Internet architecture renovation

About Us

BSD-sockets are still used for communicating over the Internet by establishing a channel between two peers. This has lead to an increasing tension between service providers (video streaming, search engines, social networks) and network operators (providing Internet connectivity and transit). Programming sockets seems to favor centralized architectures: the complexity of distributed architectures is quadratic in the number of channels, whereas centralized architectures require only linear channels. Moreover, more channels became encrypted due to EU privacy regulations (GDPR). But, network operators that deploy non-standard ad-hoc middleware (using Deep Packet Inspection) to increase the quality of service (optimize traffic to improve latency and throughput, monitor traffic to detect intrusions and abuse) thus became less effective! We need better support for operators to further improve quality of service without having to give up on privacy, and making programming of decentralized Internet applications simpler.

Vision

As more Internet traffic is encrypted to enhance the privacy of its users, its nature is less insightful to network operators. This might lead to inefficient routing of traffic, the inability to monitor for abuse, and unfair networking practices. The vision of the Reowolf project is to build new communication methods that increase user privacy and trustworthiness of Internet infrastructure, aimed at separating private message contents from the description of network communication. In the end, this might result in an alternative to Deep Packet Inspection for network operators that better protects privacy for users, and higher performance of complex data streaming applications by increasing throughput and decreasing latency.

Ambition

Our ambition is to enhance the programmability of the Internet to support the needs of the future digital society, including privacy, trust, and scalability. Reowolf’s innovative connectors are programmable with high-level reusable protocols to coordinate complex data-streams, making programming decentralized applications simpler. Connectors are a proven, powerful technology, based on decades of research on Reo: an exogenous coordination language in which connectors are compositionally built out of simpler ones. Compositionality of connectors allows tackling the formal verification of high-level protocol properties, analysis of quality of service improvements, and compilation of high-level protocols into safe, efficient low-level communication primitives with protocol deviation detection capabilities.

software is everywhere

Our Team

We are part of the Computer Security group at Centrum Wiskunde & Informatica (CWI).

In 1988, CWI was first in Europe to connect to what became the Internet.
We now pick up the baton, as next generation Internet architects.
Architecture is the most difficult to change on the Internet:

Change can take decades to gain traction.

Architecture is foundational to every application built on top, thus must be supported by
a solid theoretical understanding inasmuch to foresee long-term consequences.
Our project builds on decades of research on Reo performed at CWI.

Max Henger
Core Developer
Reowolf 2.0
Benjamin Lion
Verification Engineer
Reowolf 2.0
Christopher Esterhuyse
Core Developer
Reowolf 1.0
Hans-Dieter Hiep
Technical Lead
Principal Investigator
Farhad Arbab
Project Lead
Founding father of Reo
Frank de Boer
Project Lead
Specialist
Marten van Dijk
Security Advisor
Specialist

Reowolf 1.0 has received funding from NGI ZERO PET Fund, a fund established by NLnet Foundation with financial support from the European Commission, as part of the Horizon 2020 Research and Innovation Programme, under grant agreement No. 825310.

Reowolf 2.0 has received funding from NGI POINTER, the Next Generation Internet Program for Open Internet Renovation, with financial support from the European Commission, as part of the Horizon 2020 Research and Innovation Programme, under Grant Agreement No. 871528.

Verified Reowolf has received funding from NGI Assure Fund, a fund established by NLnet Foundation with financial support from the European Commission’s Next Generation Internet programme, under the aegis of DG Communications Networks, Content and Technology under grant agreement No. 957073.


Your answer must be the exact lines from the one holding "The screen is" through the end of the entries, with no pictures.

Items listed in a dataset
--- --- ---

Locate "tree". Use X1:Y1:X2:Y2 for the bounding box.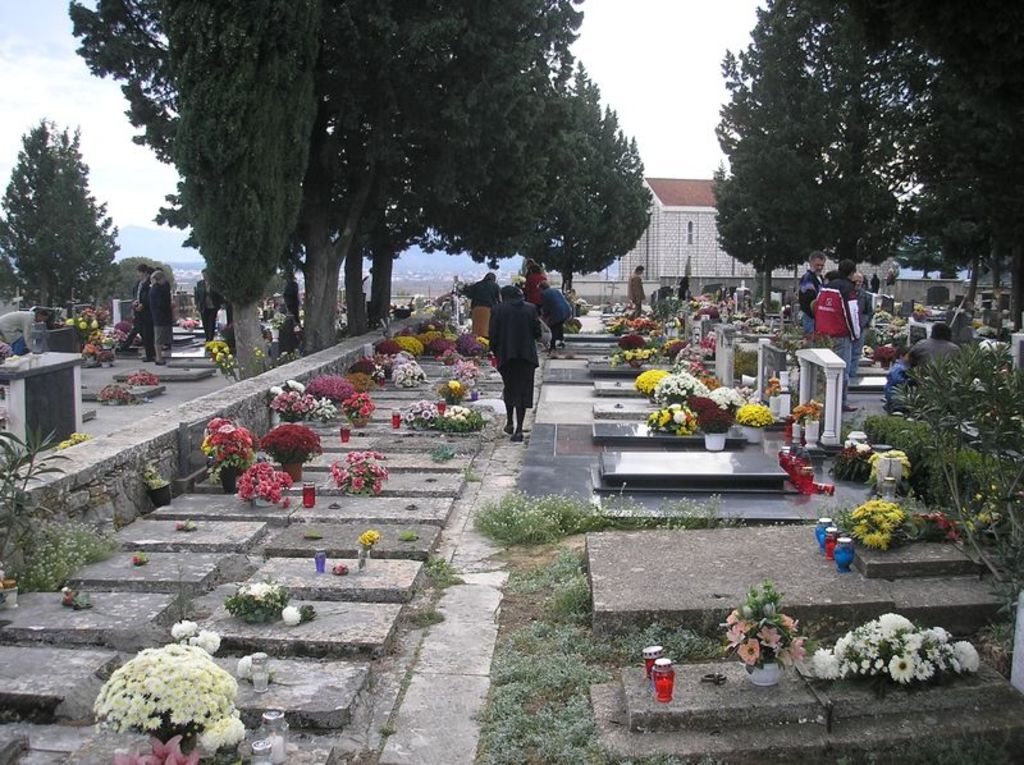
108:252:174:313.
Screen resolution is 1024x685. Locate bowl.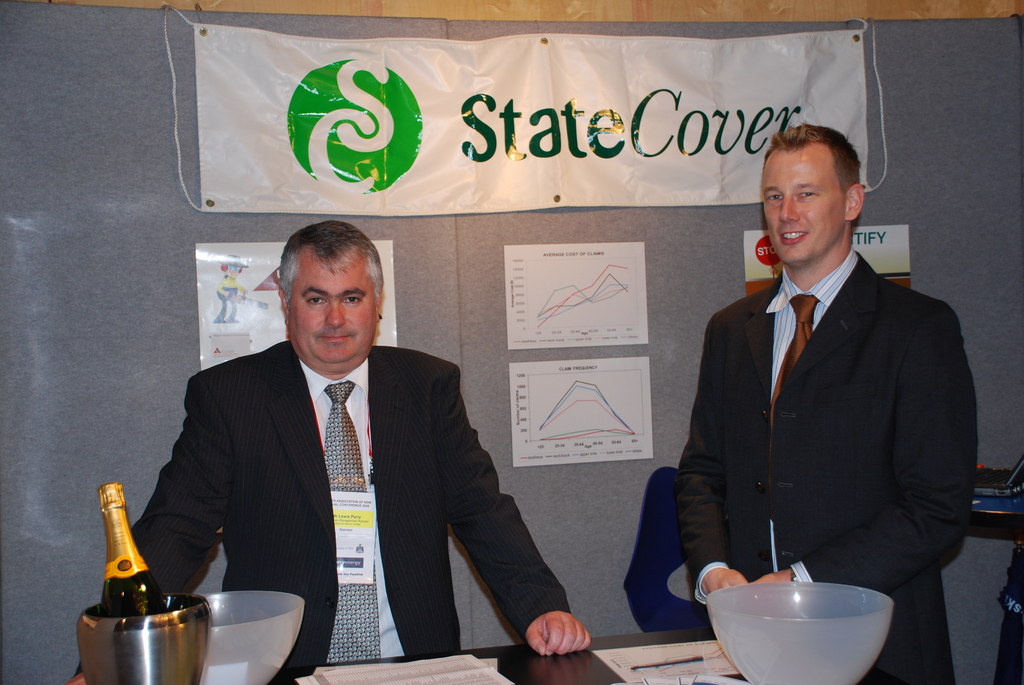
[left=695, top=575, right=912, bottom=676].
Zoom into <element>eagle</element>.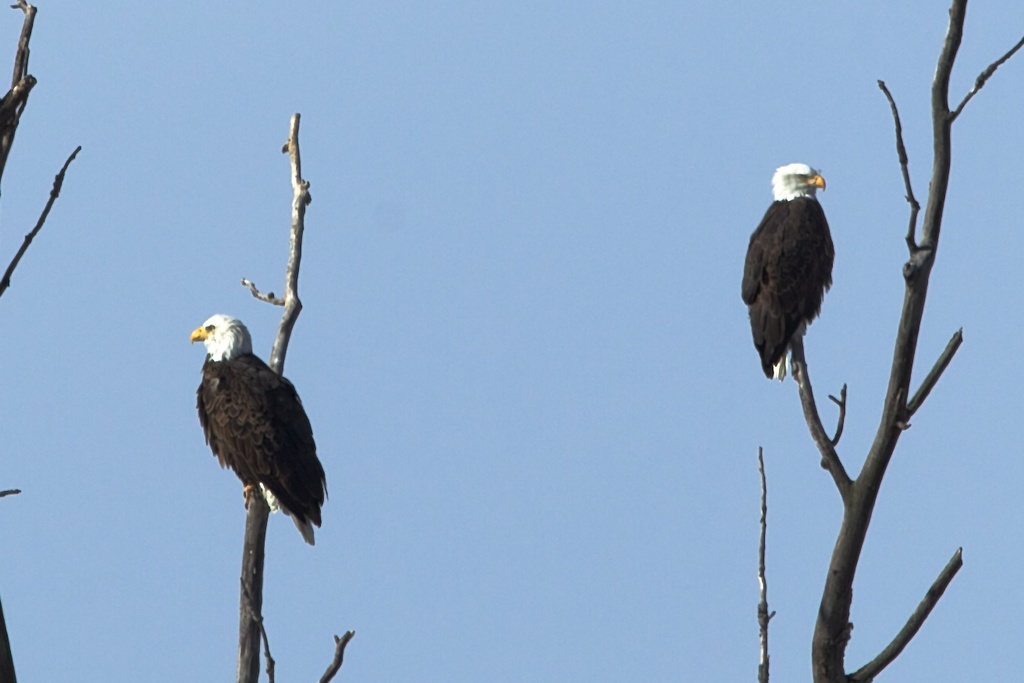
Zoom target: <bbox>741, 157, 837, 375</bbox>.
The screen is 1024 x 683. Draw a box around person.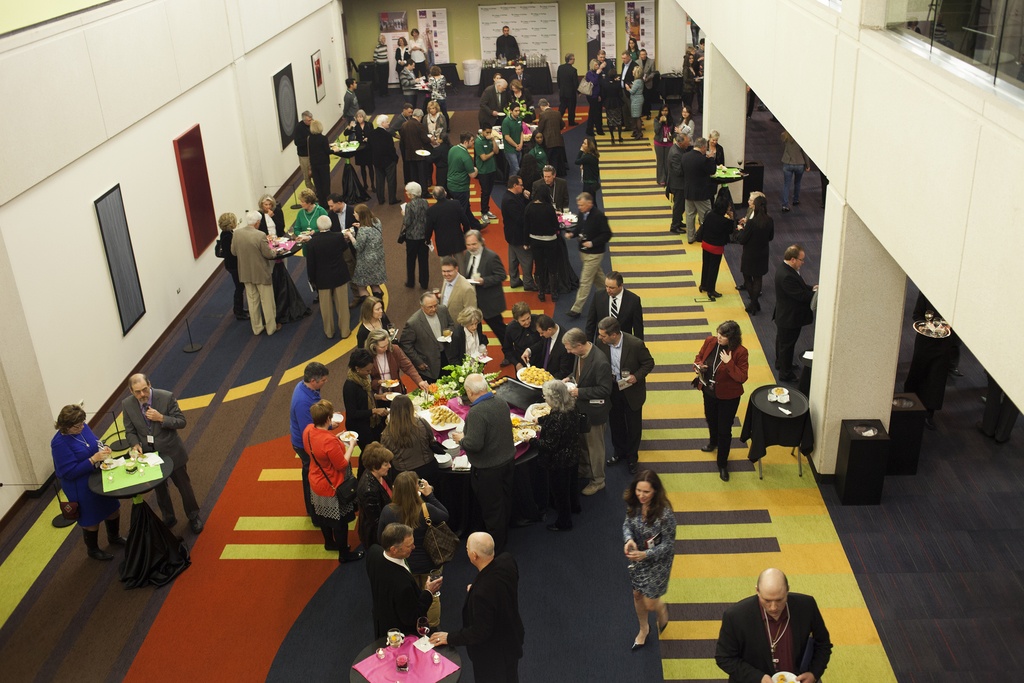
(left=296, top=115, right=313, bottom=186).
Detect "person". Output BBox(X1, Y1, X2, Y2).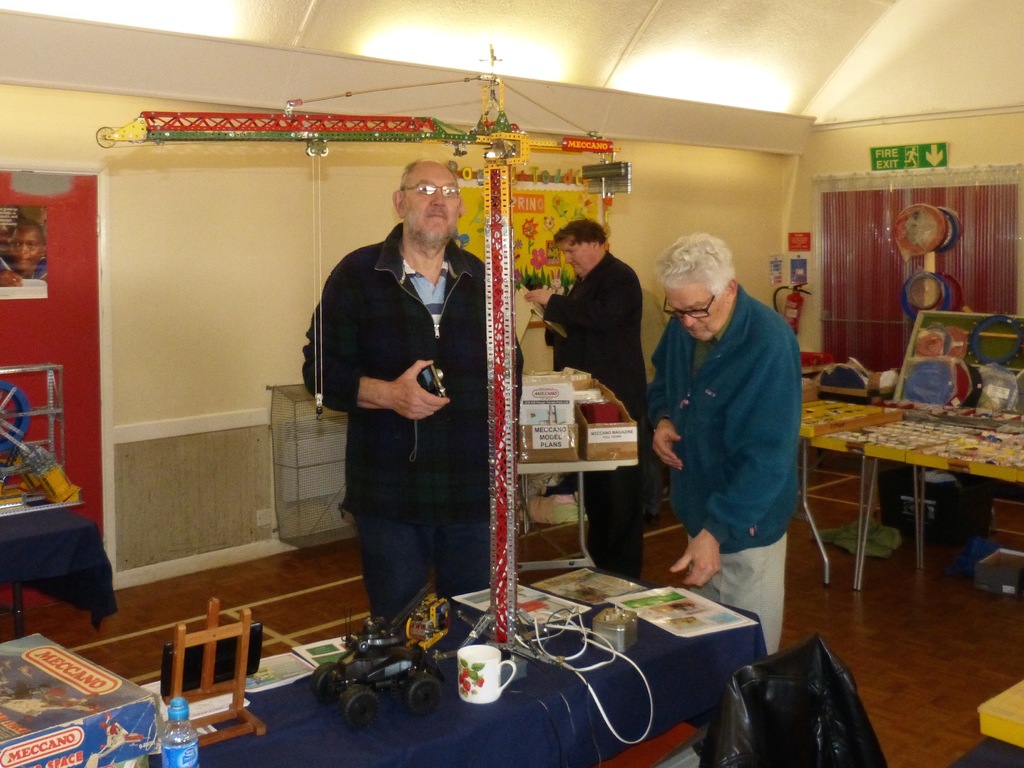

--- --- ---

→ **Response**:
The screen is 1024 x 683. Draw a box around person.
(left=296, top=115, right=313, bottom=186).
Detect "person". Output BBox(X1, Y1, X2, Y2).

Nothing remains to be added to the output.